You didn't specify the implementation you're using. But it may implement either r6rs list-sort or srfi-95 sort or any other built-in sorting. Check out your implementation's documentation.
I recently started reading Paul Grahams 'On Lisp', and learning learning clojure along with it, so there's probably some really obvious error in here, but I can't see it: (its a project euler problem, obviously)
(ns net.projecteuler.problem31)
(def paths (ref #{}))
; apply fun to all elements of coll for which pred-fun returns true
(defn apply-if [pred-fun fun coll]
(apply fun (filter pred-fun coll)))
(defn make-combination-counter [coin-values]
(fn recurse
([sum] (recurse sum 0 '()))
([max-sum current-sum coin-path]
(if (= max-sum current-sum)
; if we've recursed to the bottom, add current path to paths
(dosync (ref-set paths (conj #paths (sort coin-path))))
; else go on recursing
(apply-if (fn [x] (<= (+ current-sum x) max-sum))
(fn [x] (recurse max-sum (+ x current-sum) (cons x coin-path)))
coin-values)))))
(def count-currency-combinations (make-combination-counter '(1 2 5 10 20 50 100 200)))
(count-currency-combinations 200)
When I run the last line in the REPL, i get the error:
<#CompilerException java.lang.IllegalArgumentException: Wrong number of args passed to: problem31$eval--25$make-combination-counter--27$recurse--29$fn (NO_SOURCE_FILE:0)>
Apart from the question where the error is, the more interesting question would be: How would one debug this? The error message isn't very helpful, and I haven't found a good way to single-step clojure code, and I can't really ask on stack overflow every time I have a problem.
Three tips that might make your life easier here:
Wrong number of args passed to: problem31$eval--25$make-combination-counter--27$recurse--29$fn (NO_SOURCE_FILE:0)>
Tells you roughly where the error occurred: $fn at the end there means anonymous function and it tells you it was declared inside recurse, which was declared inside make-combination-counter. There are two anonymous functions to choose from.
If you save your source-code in a file and execute it as a script it will give you a full stack trace with the line numbers in the file.
at net.projecteuler.problem31$apply_if__9.invoke(problem31.clj:7)
Note you can also examine the last exception and stack trace from within the REPL by examining *e eg: (.stackTrace *e) The stack trace is at first quite daunting because it throws up all the Java internals. You need to learn to ignore those and just look for the lines that refer to your code. This is pretty easy in your case as they all start with net.projecteuler
You can name your anonymous functions to help more quickly identify them:
(fn check-max [x] (<= (+ current-sum x) max-sum))
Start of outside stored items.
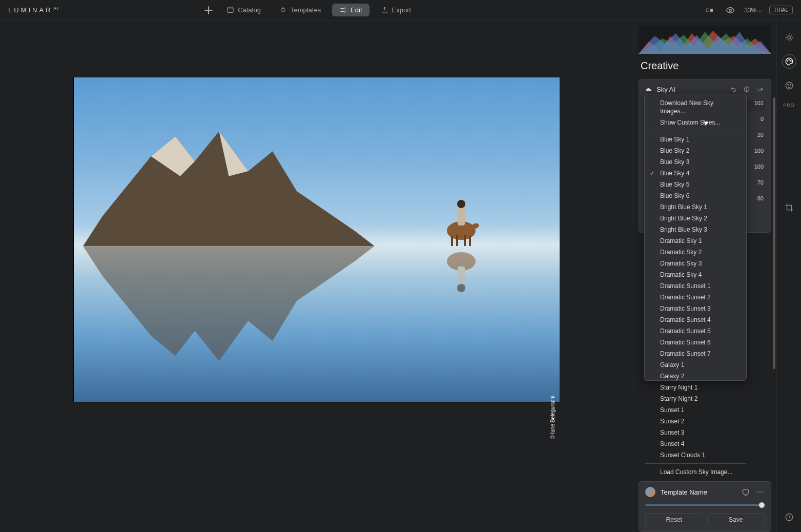 The width and height of the screenshot is (801, 532). I want to click on dropdown-item: Dramatic Sunset 7, so click(695, 354).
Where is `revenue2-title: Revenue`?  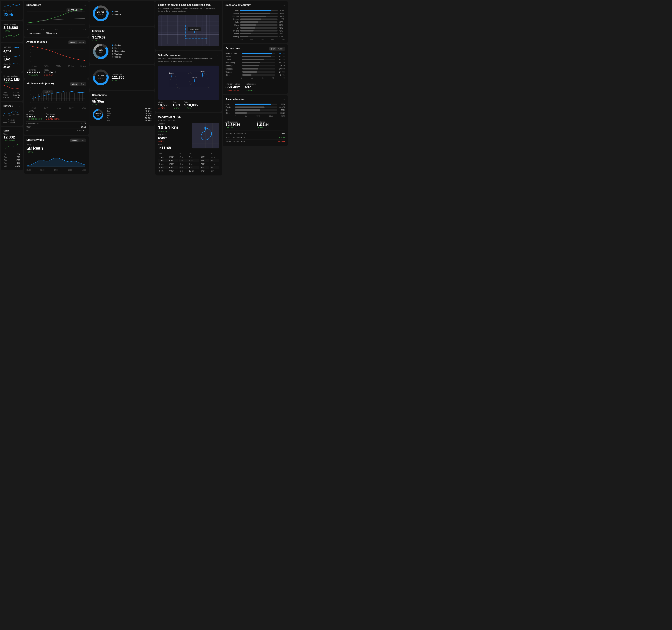 revenue2-title: Revenue is located at coordinates (8, 106).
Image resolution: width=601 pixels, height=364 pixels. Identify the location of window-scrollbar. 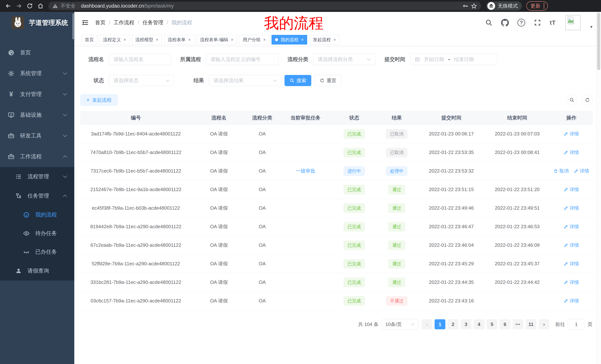
(599, 188).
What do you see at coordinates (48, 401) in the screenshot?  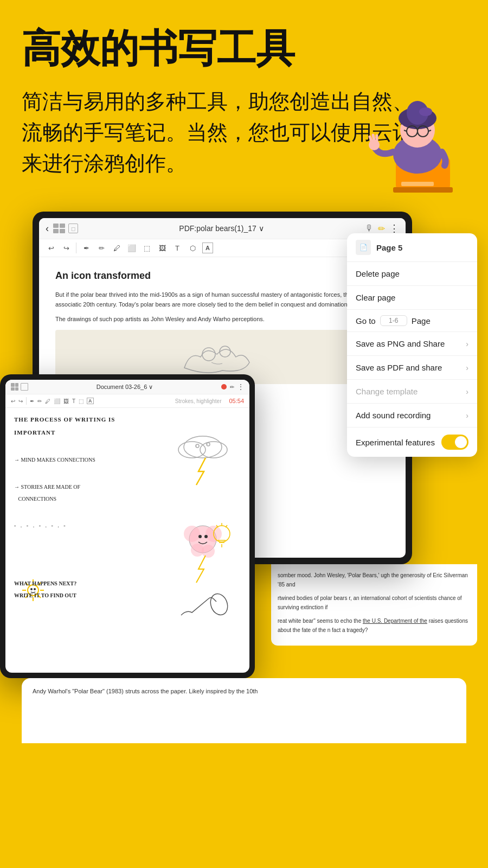 I see `small-marker-tool: 🖊` at bounding box center [48, 401].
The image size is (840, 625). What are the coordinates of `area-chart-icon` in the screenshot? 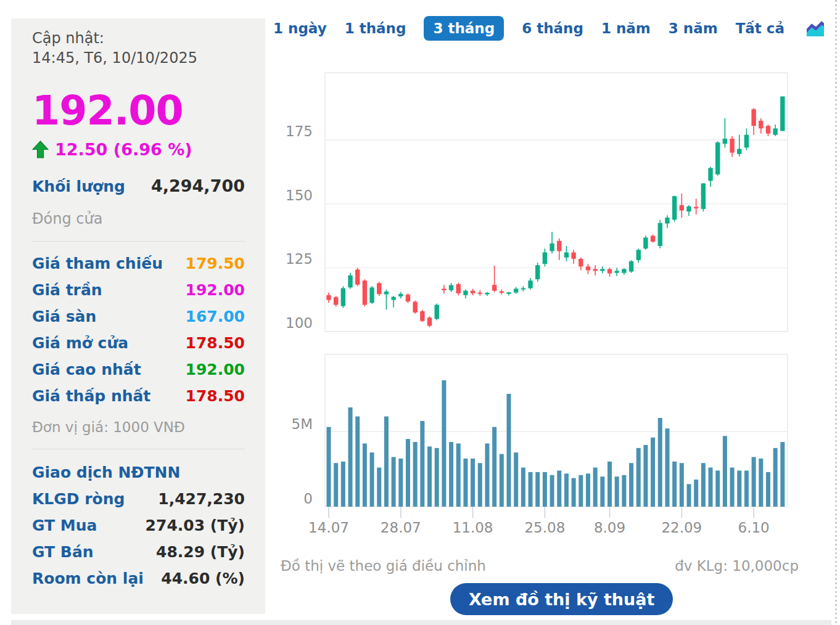 It's located at (815, 28).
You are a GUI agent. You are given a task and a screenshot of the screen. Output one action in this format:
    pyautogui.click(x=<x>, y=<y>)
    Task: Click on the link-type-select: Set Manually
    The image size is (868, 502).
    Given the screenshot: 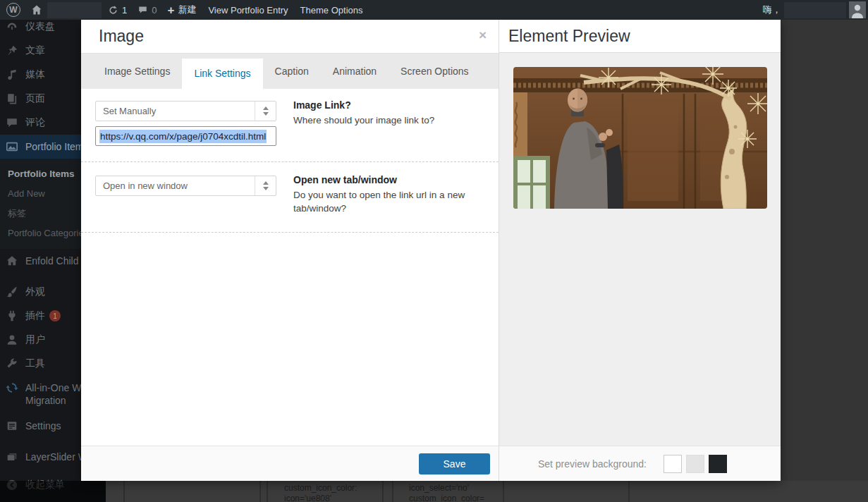 What is the action you would take?
    pyautogui.click(x=186, y=111)
    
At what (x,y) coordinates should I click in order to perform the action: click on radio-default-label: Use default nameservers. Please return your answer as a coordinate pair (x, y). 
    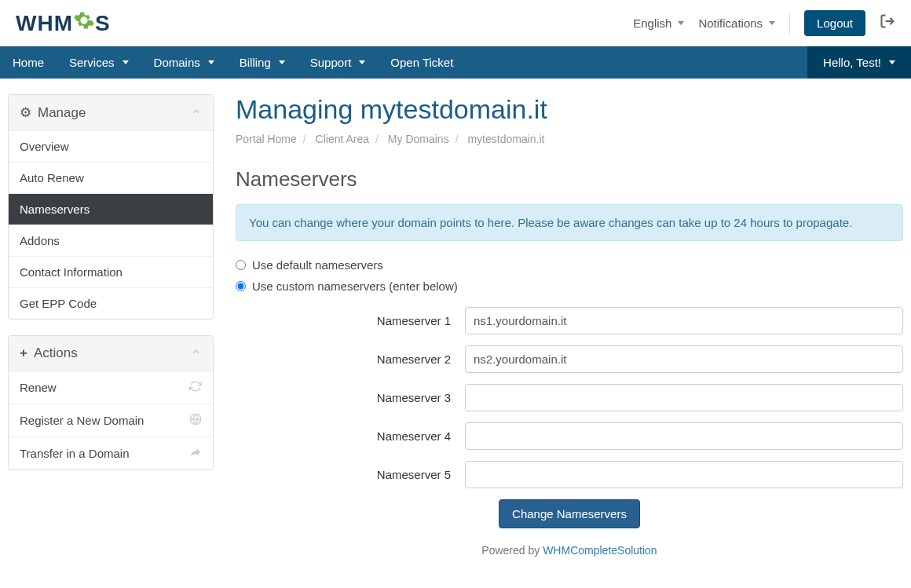
    Looking at the image, I should click on (317, 265).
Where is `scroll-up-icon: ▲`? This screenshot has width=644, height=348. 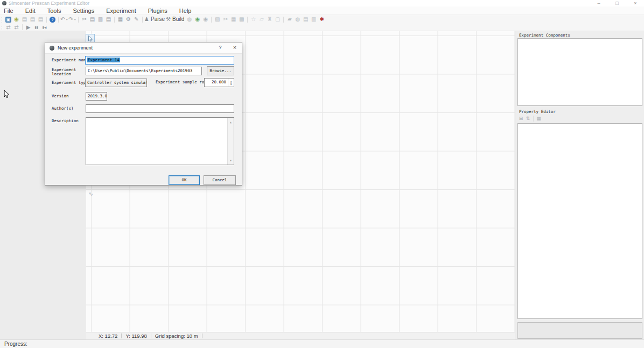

In your case using all this info you can see that apply-if is being passed a single argument function as fun. Apply does this (f [1 2 3]) -> (f 1 2 3). From your comment what you want is map. (map f [1 2 3]) -> (list (f 1) (f 2) (f 3)). When I replace apply with map the program seems to work.
Finally, if you want to examine values you might want to look into clojure-contrib.logging which has some helpers to this effect. There is a spy macro which allows you to wrap an expression, it will return exactly the same expression so it does not affect the result of your function but will print out EXPR = VALUE, which can be handy. Also on the group various people have posted full tracing solutions. And there is always the trusty println. But the key skill here is being able to identify precisely what blew up. Once you know that it is usually clear why, but sometimes printouts are needed when you can't tell what the inputs are.
dont have a REPL on me though it looks like:
(defn apply-if [pred-fun fun coll]
(apply fun (filter pred-fun coll)))
takes a list like '(1 2 3 4 5) filters some of them out '(1 3 5)
and then creates a function call like (fun 1 3 5)
and it looks like it is being called (apply-if (fn [x] with a function that wants to receive a list of numbers as a single argument.
you could change the apply-if function to just pass call to the fun (with out the apply) or you could change the call to it to take a function that takes an arbitrary number of arguments.